The narrator sums up his initial description of Don Quixote with these words:
“In short, our hidalgo was soon so absorbed in these books that his nights were spent reading from dusk till dawn, and his days from dawn till dusk, until the lack of sleep and excess of reading withered his brain, and he went mad. Everything he read in his books took possession of his imagination: enchantments, fights, battles, challenges, wounds, sweet nothings, love affairs, storms and impossible absurdities. The idea that this whole fabric of famous fabrications was real so established himself in his mind that no history in the world was truer for him.”
~Don Quixote, Part 1, Chapter 1
Don Quixote is a warning to book lovers, to fantasy immersers, to those prone to let their imagination run away with them.
“And so, by now quite insane, he conceived the strangest notion that ever took shape in a madman’s head, considering it desirable and necessary, both for the increase of his honour and for the common good, to become a knight errant, and to travel about the world with his armour and his arms and his horse in search of adventures, and to practice all those activities that he knew from his books were practiced by knights errant…”
~Don Quixote, Part 1, Chapter 1
It puts me in mind of Anne of Green Gables, when Anne thoroughly scares herself with her imaginings of ghosts in the “haunted wood” (haunted woods are so romantic).
So enthralled they are with the beauty or the romance of the imaginary world, both Quixote and Anne make themselves ridiculous in the current world.
Quixote tilts at windmills and insists that monks are really bandits kidnapping a princess. Anne is truly terrified by the world of her own inventing.
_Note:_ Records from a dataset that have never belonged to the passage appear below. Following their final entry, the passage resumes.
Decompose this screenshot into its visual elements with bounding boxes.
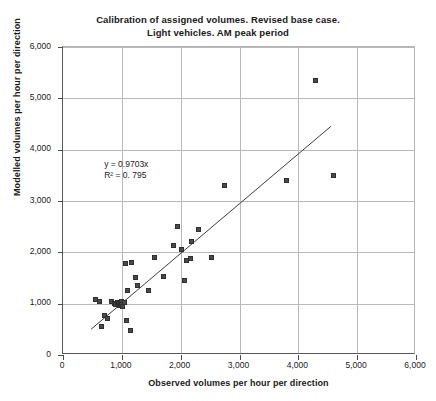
x-tick-label: 6,000 (390, 361, 436, 370)
data-point (146, 288, 151, 293)
data-point (161, 274, 166, 279)
y-axis-tick (58, 98, 63, 99)
y-tick-label: 3,000 (0, 196, 51, 205)
data-point (179, 247, 184, 252)
y-tick-label: 1,000 (0, 298, 51, 307)
x-tick-label: 1,000 (96, 361, 146, 370)
x-axis-label: Observed volumes per hour per direction (62, 378, 415, 388)
y-axis-tick (58, 252, 63, 253)
data-point (222, 183, 227, 188)
data-point (182, 278, 187, 283)
data-point (152, 255, 157, 260)
data-point (175, 224, 180, 229)
data-point (313, 78, 318, 83)
data-point (105, 316, 110, 321)
equation-label: y = 0.9703x (104, 159, 148, 170)
title-line-2: Light vehicles. AM peak period (0, 26, 436, 39)
x-tick-label: 0 (37, 361, 87, 370)
x-tick-label: 4,000 (272, 361, 322, 370)
data-point (135, 283, 140, 288)
x-tick-label: 3,000 (214, 361, 264, 370)
regression-annotation: y = 0.9703x R² = 0. 795 (104, 159, 148, 181)
data-point (331, 173, 336, 178)
x-tick-label: 2,000 (155, 361, 205, 370)
y-axis-tick (58, 47, 63, 48)
data-point (128, 328, 133, 333)
y-tick-label: 4,000 (0, 144, 51, 153)
data-point (129, 260, 134, 265)
data-point (122, 300, 127, 305)
data-point (284, 178, 289, 183)
plot-area: y = 0.9703x R² = 0. 795 (62, 46, 415, 354)
y-axis-tick (58, 201, 63, 202)
y-axis-tick (58, 304, 63, 305)
data-point (97, 299, 102, 304)
title-line-1: Calibration of assigned volumes. Revised… (0, 13, 436, 26)
data-point (188, 256, 193, 261)
y-tick-label: 5,000 (0, 93, 51, 102)
data-point (99, 324, 104, 329)
page-title: Calibration of assigned volumes. Revised… (0, 13, 436, 39)
data-point (196, 227, 201, 232)
data-point (123, 261, 128, 266)
data-point (124, 318, 129, 323)
y-tick-label: 6,000 (0, 42, 51, 51)
data-point (125, 288, 130, 293)
y-tick-label: 0 (0, 350, 51, 359)
scatter-chart: Calibration of assigned volumes. Revised… (0, 0, 436, 401)
r-squared-label: R² = 0. 795 (104, 170, 148, 181)
data-point (209, 255, 214, 260)
y-tick-label: 2,000 (0, 247, 51, 256)
y-axis-tick (58, 150, 63, 151)
data-point (171, 243, 176, 248)
data-point (189, 239, 194, 244)
x-tick-label: 5,000 (331, 361, 381, 370)
data-point (133, 275, 138, 280)
data-points-layer (63, 47, 414, 353)
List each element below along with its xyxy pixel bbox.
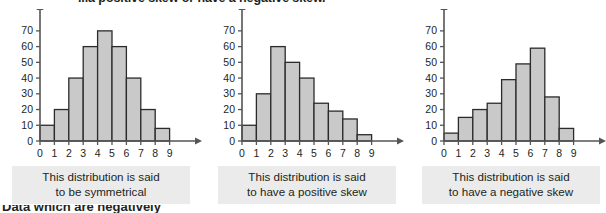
chart-canvas-negative-skew: 0102030405060700123456789 [404, 9, 606, 164]
x-tick-label-8: 8 [152, 147, 158, 159]
y-tick-label-30: 30 [21, 87, 33, 99]
x-tick-label-0: 0 [37, 147, 43, 159]
x-tick-label-4: 4 [95, 147, 101, 159]
y-tick-label-50: 50 [21, 56, 33, 68]
bar-4 [502, 80, 516, 141]
y-tick-label-60: 60 [223, 40, 235, 52]
x-tick-label-2: 2 [66, 147, 72, 159]
y-axis-arrow-icon [36, 9, 43, 10]
bar-0 [40, 125, 54, 141]
caption-line-1: This distribution is said [12, 170, 190, 185]
bar-5 [314, 103, 328, 141]
chart-canvas-positive-skew: 0102030405060700123456789 [202, 9, 404, 164]
x-tick-label-6: 6 [527, 147, 533, 159]
bar-6 [328, 111, 342, 141]
y-tick-label-10: 10 [21, 119, 33, 131]
bar-5 [112, 47, 126, 141]
x-tick-label-6: 6 [123, 147, 129, 159]
bar-2 [473, 110, 487, 141]
x-tick-label-8: 8 [556, 147, 562, 159]
x-tick-label-8: 8 [354, 147, 360, 159]
bar-0 [444, 133, 458, 141]
top-heading-text: ...a positive skew or have a negative sk… [78, 0, 325, 5]
x-tick-label-3: 3 [282, 147, 288, 159]
bar-7 [343, 119, 357, 141]
y-tick-label-70: 70 [425, 24, 437, 36]
chart-canvas-symmetrical: 0102030405060700123456789 [0, 9, 202, 164]
x-tick-label-1: 1 [253, 147, 259, 159]
y-tick-label-60: 60 [21, 40, 33, 52]
x-tick-label-0: 0 [441, 147, 447, 159]
caption-negative-skew: This distribution is said to have a nega… [422, 166, 600, 204]
bar-6 [530, 48, 544, 141]
x-axis-arrow-icon [599, 137, 606, 144]
bottom-heading-text: Data which are negatively [2, 205, 161, 213]
y-tick-label-40: 40 [21, 72, 33, 84]
bar-5 [516, 64, 530, 141]
y-tick-label-30: 30 [223, 87, 235, 99]
histogram-symmetrical: 0102030405060700123456789 [0, 9, 202, 164]
bar-3 [487, 103, 501, 141]
y-tick-label-0: 0 [431, 135, 437, 147]
histogram-negative-skew: 0102030405060700123456789 [404, 9, 606, 164]
bar-1 [458, 117, 472, 141]
y-tick-label-10: 10 [425, 119, 437, 131]
x-tick-label-0: 0 [239, 147, 245, 159]
x-tick-label-9: 9 [369, 147, 375, 159]
caption-line-2: to have a positive skew [218, 185, 396, 200]
x-axis-arrow-icon [397, 137, 404, 144]
bar-4 [98, 31, 112, 141]
x-tick-label-6: 6 [325, 147, 331, 159]
x-tick-label-5: 5 [109, 147, 115, 159]
bar-8 [559, 128, 573, 141]
bar-3 [83, 47, 97, 141]
y-tick-label-0: 0 [229, 135, 235, 147]
y-axis-arrow-icon [440, 9, 447, 10]
bar-6 [126, 78, 140, 141]
bar-3 [285, 62, 299, 141]
y-tick-label-20: 20 [223, 103, 235, 115]
x-tick-label-1: 1 [455, 147, 461, 159]
x-tick-label-3: 3 [80, 147, 86, 159]
y-tick-label-40: 40 [223, 72, 235, 84]
y-tick-label-70: 70 [223, 24, 235, 36]
x-tick-label-7: 7 [542, 147, 548, 159]
bar-7 [141, 110, 155, 141]
top-heading-clipped: ...a positive skew or have a negative sk… [0, 0, 606, 9]
x-axis-arrow-icon [195, 137, 202, 144]
bar-1 [256, 94, 270, 141]
y-tick-label-0: 0 [27, 135, 33, 147]
y-tick-label-60: 60 [425, 40, 437, 52]
caption-line-1: This distribution is said [218, 170, 396, 185]
y-tick-label-20: 20 [425, 103, 437, 115]
distribution-panel-positive-skew: 0102030405060700123456789 This distribut… [202, 9, 404, 205]
y-tick-label-20: 20 [21, 103, 33, 115]
x-tick-label-2: 2 [470, 147, 476, 159]
distribution-panel-negative-skew: 0102030405060700123456789 This distribut… [404, 9, 606, 205]
bar-8 [357, 135, 371, 141]
y-tick-label-70: 70 [21, 24, 33, 36]
bar-4 [300, 78, 314, 141]
x-tick-label-4: 4 [297, 147, 303, 159]
x-tick-label-9: 9 [571, 147, 577, 159]
bar-2 [69, 78, 83, 141]
y-tick-label-40: 40 [425, 72, 437, 84]
caption-symmetrical: This distribution is said to be symmetri… [12, 166, 190, 204]
caption-line-2: to be symmetrical [12, 185, 190, 200]
x-tick-label-1: 1 [51, 147, 57, 159]
bar-2 [271, 47, 285, 141]
caption-line-1: This distribution is said [422, 170, 600, 185]
y-tick-label-50: 50 [223, 56, 235, 68]
distribution-panel-symmetrical: 0102030405060700123456789 This distribut… [0, 9, 202, 205]
y-axis-arrow-icon [238, 9, 245, 10]
bar-0 [242, 125, 256, 141]
x-tick-label-9: 9 [167, 147, 173, 159]
x-tick-label-7: 7 [138, 147, 144, 159]
y-tick-label-30: 30 [425, 87, 437, 99]
histogram-positive-skew: 0102030405060700123456789 [202, 9, 404, 164]
caption-line-2: to have a negative skew [422, 185, 600, 200]
y-tick-label-10: 10 [223, 119, 235, 131]
y-tick-label-50: 50 [425, 56, 437, 68]
x-tick-label-5: 5 [311, 147, 317, 159]
bar-7 [545, 97, 559, 141]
Both led astray by a fiction not grounded in reality.
Does this mean all fiction is dangerous? Is imagination bad for us?
Certainly not.
But when fiction becomes more real than reality, we have missed the point.
Fiction can be a welcome escape from reality, yes–but truly good fiction consumed wisely is a means by which to better understand reality.
Escaping into a dream world can seem desirable (I certainly know I like it often enough)–but when the dream world seems more attractive than the real world, something has gone wrong.
In our imaginations, we have somehow forgotten the story currently being woven with our own lives–a true story more fantastic and romantic than even the most phantasmagorical fiction.
The true story is one of a brave knight slaying a terrible dragon, of a great sorcerer banishing the dark forest’s haunts, of a bridegroom seeking a bride. The true story is of a God seeking worshipers, a King establishing a kingdom, a Father making a match for His Beloved Son.
Every book that causes me to escape this reality is a dangerous book.
Don’t forget to take a look at Barbara H’s meme “The Week in Words”, where bloggers collect quotes they’ve read throughout the week.